> If you arenât here legally, your kid doesnât get citizenship either. And that extends to visitors.
The 14th Amendment says:
"All persons born or naturalized in the United States, and subject to the jurisdiction thereof, are citizens of the United States and of the State wherein they reside. No State shall make or enforce any law which shall abridge the privileges or immunities of citizens of the United States; nor shall any State deprive any person of life, liberty, or property, without due process of law; nor deny to any person within its jurisdiction the equal protection of the laws."
There is no proviso that says that a child born in the US can be denied citizenship even if their parents are not citizens.
The 14th Amendment was necessary because former slavers wanted to deny the same freedoms to blacks that nativists want to deny to immigrants.
The 1857 Supreme Court ruling in Dred Scott v. Sandford declared that blacks were not and could not become citizens of the United States.
The 13th Amendment, while it abolished slavery, did not define citizenship or protect the basic civil rights of the formerly enslaved.
Immediately after the 13th Amendment was ratified, many Southern states enacted Black Codes. These laws severely restricted the right of blacks to own property, testify in court, or move freely.
The 14th Amendment was intended to provide a federal guarantee of due process and equal protection that states could not legally bypass.
Many legislators also worried that a future Congress could simply repeal the law.
Elevating these protections to the Constitution made them significantly harder to dismantle.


Write the listing out again word for word, leaving each picture behind.
───
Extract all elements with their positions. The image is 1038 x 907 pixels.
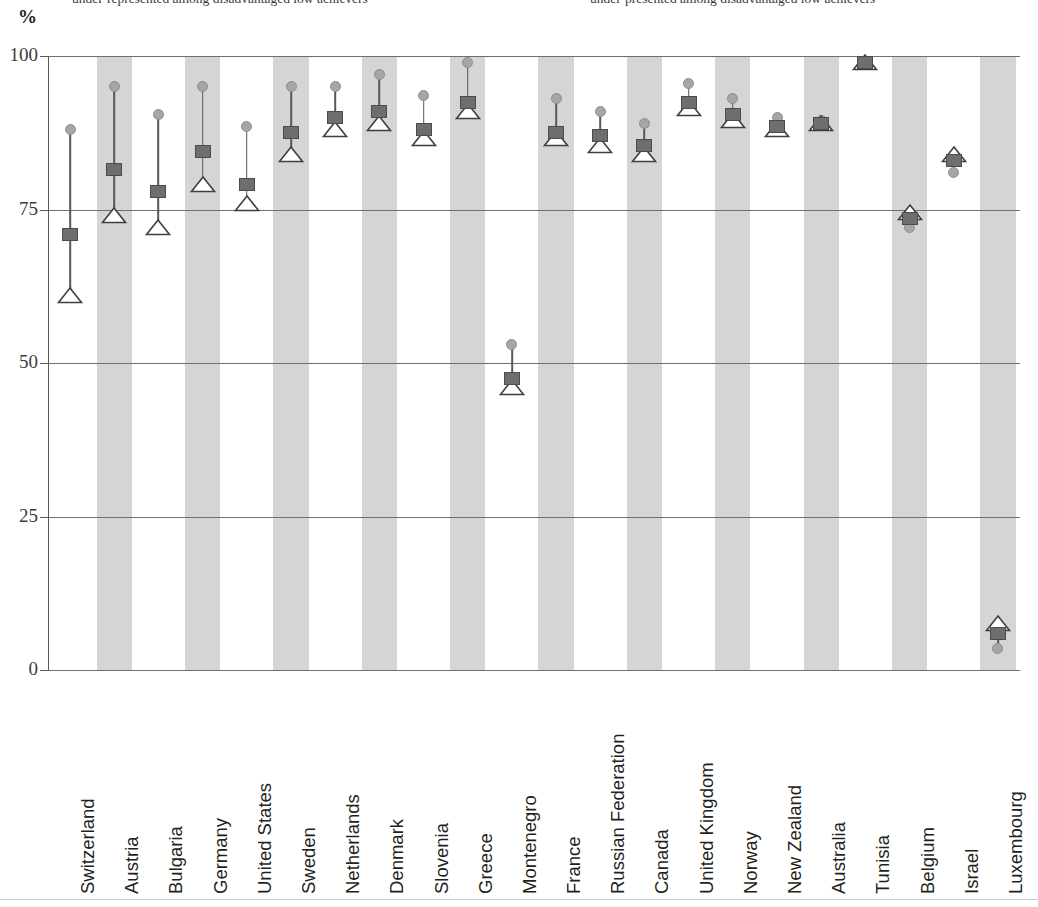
square-marker-greece [460, 96, 476, 109]
x-label-israel: Israel [961, 849, 983, 894]
square-marker-switzerland [62, 228, 78, 241]
x-label-greece: Greece [475, 833, 497, 894]
square-marker-tunisia [857, 56, 873, 69]
triangle-marker-sweden [278, 146, 304, 163]
square-marker-united-states [239, 178, 255, 191]
triangle-marker-austria [101, 207, 127, 224]
square-marker-canada [636, 139, 652, 152]
gridline-0 [48, 670, 1020, 671]
x-label-switzerland: Switzerland [77, 798, 99, 894]
square-marker-new-zealand [769, 120, 785, 133]
triangle-marker-united-states [234, 195, 260, 212]
circle-marker-canada [639, 118, 650, 129]
circle-marker-switzerland [65, 124, 76, 135]
gridline-50 [48, 363, 1020, 364]
circle-marker-russian-federation [595, 106, 606, 117]
header-caption-left: under-represented among disadvantaged lo… [72, 0, 368, 7]
x-label-canada: Canada [651, 829, 673, 894]
square-marker-belgium [902, 212, 918, 225]
triangle-marker-switzerland [57, 287, 83, 304]
square-marker-israel [946, 154, 962, 167]
y-tick-0 [40, 670, 49, 671]
square-marker-bulgaria [150, 185, 166, 198]
x-label-slovenia: Slovenia [431, 823, 453, 894]
gridline-25 [48, 517, 1020, 518]
x-label-norway: Norway [740, 831, 762, 894]
square-marker-france [548, 126, 564, 139]
x-label-germany: Germany [210, 818, 232, 894]
x-label-russian-federation: Russian Federation [607, 734, 629, 894]
x-axis-labels: SwitzerlandAustriaBulgariaGermanyUnited … [0, 672, 1038, 907]
y-tick-50 [40, 363, 49, 364]
circle-marker-denmark [374, 69, 385, 80]
x-label-denmark: Denmark [386, 819, 408, 894]
x-label-united-kingdom: United Kingdom [696, 762, 718, 894]
square-marker-netherlands [327, 111, 343, 124]
x-label-united-states: United States [254, 783, 276, 894]
square-marker-norway [725, 108, 741, 121]
y-tick-25 [40, 517, 49, 518]
range-connector-switzerland [69, 130, 71, 296]
header-caption-right: under-presented among disadvantaged low … [590, 0, 875, 7]
y-tick-label-100: 100 [0, 44, 38, 66]
x-label-luxembourg: Luxembourg [1005, 791, 1027, 894]
y-tick-label-50: 50 [0, 351, 38, 373]
square-marker-germany [195, 145, 211, 158]
y-tick-100 [40, 56, 49, 57]
triangle-marker-bulgaria [145, 219, 171, 236]
circle-marker-sweden [286, 81, 297, 92]
circle-marker-netherlands [330, 81, 341, 92]
square-marker-sweden [283, 126, 299, 139]
y-tick-label-75: 75 [0, 198, 38, 220]
plot-area [48, 56, 1020, 670]
y-tick-label-25: 25 [0, 505, 38, 527]
circle-marker-austria [109, 81, 120, 92]
x-label-austria: Austria [121, 836, 143, 894]
bottom-rule [0, 899, 1038, 900]
x-label-australia: Australia [828, 822, 850, 894]
y-tick-75 [40, 210, 49, 211]
range-connector-sweden [290, 87, 292, 155]
x-label-belgium: Belgium [917, 827, 939, 894]
circle-marker-bulgaria [153, 109, 164, 120]
square-marker-austria [106, 163, 122, 176]
square-marker-slovenia [416, 123, 432, 136]
x-label-sweden: Sweden [298, 827, 320, 894]
gridline-75 [48, 210, 1020, 211]
triangle-marker-germany [190, 176, 216, 193]
header-legend-strip: under-represented among disadvantaged lo… [0, 0, 1038, 14]
x-label-bulgaria: Bulgaria [165, 826, 187, 894]
x-label-france: France [563, 836, 585, 894]
square-marker-russian-federation [592, 129, 608, 142]
square-marker-montenegro [504, 372, 520, 385]
range-connector-germany [202, 87, 204, 185]
range-connector-united-states [246, 127, 248, 204]
y-axis-unit-label: % [18, 6, 37, 28]
square-marker-australia [813, 117, 829, 130]
x-label-montenegro: Montenegro [519, 795, 541, 894]
range-connector-austria [113, 87, 115, 216]
circle-marker-greece [462, 57, 473, 68]
square-marker-luxembourg [990, 627, 1006, 640]
x-label-new-zealand: New Zealand [784, 785, 806, 894]
x-label-tunisia: Tunisia [872, 835, 894, 894]
square-marker-united-kingdom [681, 96, 697, 109]
range-connector-bulgaria [158, 114, 160, 228]
square-marker-denmark [371, 105, 387, 118]
x-label-netherlands: Netherlands [342, 794, 364, 894]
───
* _Task output_
Extract all elements with their positions. The image is 1038 x 907 pixels.
square-marker-greece [460, 96, 476, 109]
x-label-israel: Israel [961, 849, 983, 894]
square-marker-switzerland [62, 228, 78, 241]
x-label-greece: Greece [475, 833, 497, 894]
square-marker-tunisia [857, 56, 873, 69]
triangle-marker-sweden [278, 146, 304, 163]
square-marker-united-states [239, 178, 255, 191]
triangle-marker-austria [101, 207, 127, 224]
square-marker-canada [636, 139, 652, 152]
gridline-0 [48, 670, 1020, 671]
x-label-switzerland: Switzerland [77, 798, 99, 894]
square-marker-new-zealand [769, 120, 785, 133]
triangle-marker-united-states [234, 195, 260, 212]
circle-marker-canada [639, 118, 650, 129]
circle-marker-switzerland [65, 124, 76, 135]
gridline-50 [48, 363, 1020, 364]
circle-marker-russian-federation [595, 106, 606, 117]
header-caption-left: under-represented among disadvantaged lo… [72, 0, 368, 7]
x-label-canada: Canada [651, 829, 673, 894]
square-marker-belgium [902, 212, 918, 225]
triangle-marker-switzerland [57, 287, 83, 304]
square-marker-israel [946, 154, 962, 167]
y-tick-0 [40, 670, 49, 671]
square-marker-bulgaria [150, 185, 166, 198]
x-label-slovenia: Slovenia [431, 823, 453, 894]
gridline-25 [48, 517, 1020, 518]
x-label-norway: Norway [740, 831, 762, 894]
square-marker-france [548, 126, 564, 139]
x-label-germany: Germany [210, 818, 232, 894]
x-label-russian-federation: Russian Federation [607, 734, 629, 894]
x-axis-labels: SwitzerlandAustriaBulgariaGermanyUnited … [0, 672, 1038, 907]
y-tick-50 [40, 363, 49, 364]
circle-marker-denmark [374, 69, 385, 80]
x-label-denmark: Denmark [386, 819, 408, 894]
x-label-united-kingdom: United Kingdom [696, 762, 718, 894]
square-marker-netherlands [327, 111, 343, 124]
x-label-united-states: United States [254, 783, 276, 894]
square-marker-norway [725, 108, 741, 121]
y-tick-25 [40, 517, 49, 518]
range-connector-switzerland [69, 130, 71, 296]
header-caption-right: under-presented among disadvantaged low … [590, 0, 875, 7]
y-tick-label-100: 100 [0, 44, 38, 66]
x-label-luxembourg: Luxembourg [1005, 791, 1027, 894]
y-tick-label-50: 50 [0, 351, 38, 373]
square-marker-germany [195, 145, 211, 158]
y-tick-100 [40, 56, 49, 57]
triangle-marker-bulgaria [145, 219, 171, 236]
circle-marker-sweden [286, 81, 297, 92]
circle-marker-netherlands [330, 81, 341, 92]
square-marker-sweden [283, 126, 299, 139]
y-tick-label-75: 75 [0, 198, 38, 220]
plot-area [48, 56, 1020, 670]
y-tick-label-25: 25 [0, 505, 38, 527]
circle-marker-austria [109, 81, 120, 92]
x-label-austria: Austria [121, 836, 143, 894]
bottom-rule [0, 899, 1038, 900]
x-label-australia: Australia [828, 822, 850, 894]
y-tick-75 [40, 210, 49, 211]
range-connector-sweden [290, 87, 292, 155]
x-label-belgium: Belgium [917, 827, 939, 894]
circle-marker-bulgaria [153, 109, 164, 120]
square-marker-austria [106, 163, 122, 176]
square-marker-slovenia [416, 123, 432, 136]
x-label-sweden: Sweden [298, 827, 320, 894]
gridline-75 [48, 210, 1020, 211]
triangle-marker-germany [190, 176, 216, 193]
header-legend-strip: under-represented among disadvantaged lo… [0, 0, 1038, 14]
x-label-bulgaria: Bulgaria [165, 826, 187, 894]
x-label-france: France [563, 836, 585, 894]
square-marker-russian-federation [592, 129, 608, 142]
square-marker-montenegro [504, 372, 520, 385]
range-connector-germany [202, 87, 204, 185]
range-connector-united-states [246, 127, 248, 204]
y-axis-unit-label: % [18, 6, 37, 28]
square-marker-australia [813, 117, 829, 130]
x-label-montenegro: Montenegro [519, 795, 541, 894]
range-connector-austria [113, 87, 115, 216]
circle-marker-greece [462, 57, 473, 68]
square-marker-luxembourg [990, 627, 1006, 640]
x-label-new-zealand: New Zealand [784, 785, 806, 894]
x-label-tunisia: Tunisia [872, 835, 894, 894]
square-marker-united-kingdom [681, 96, 697, 109]
range-connector-bulgaria [158, 114, 160, 228]
square-marker-denmark [371, 105, 387, 118]
x-label-netherlands: Netherlands [342, 794, 364, 894]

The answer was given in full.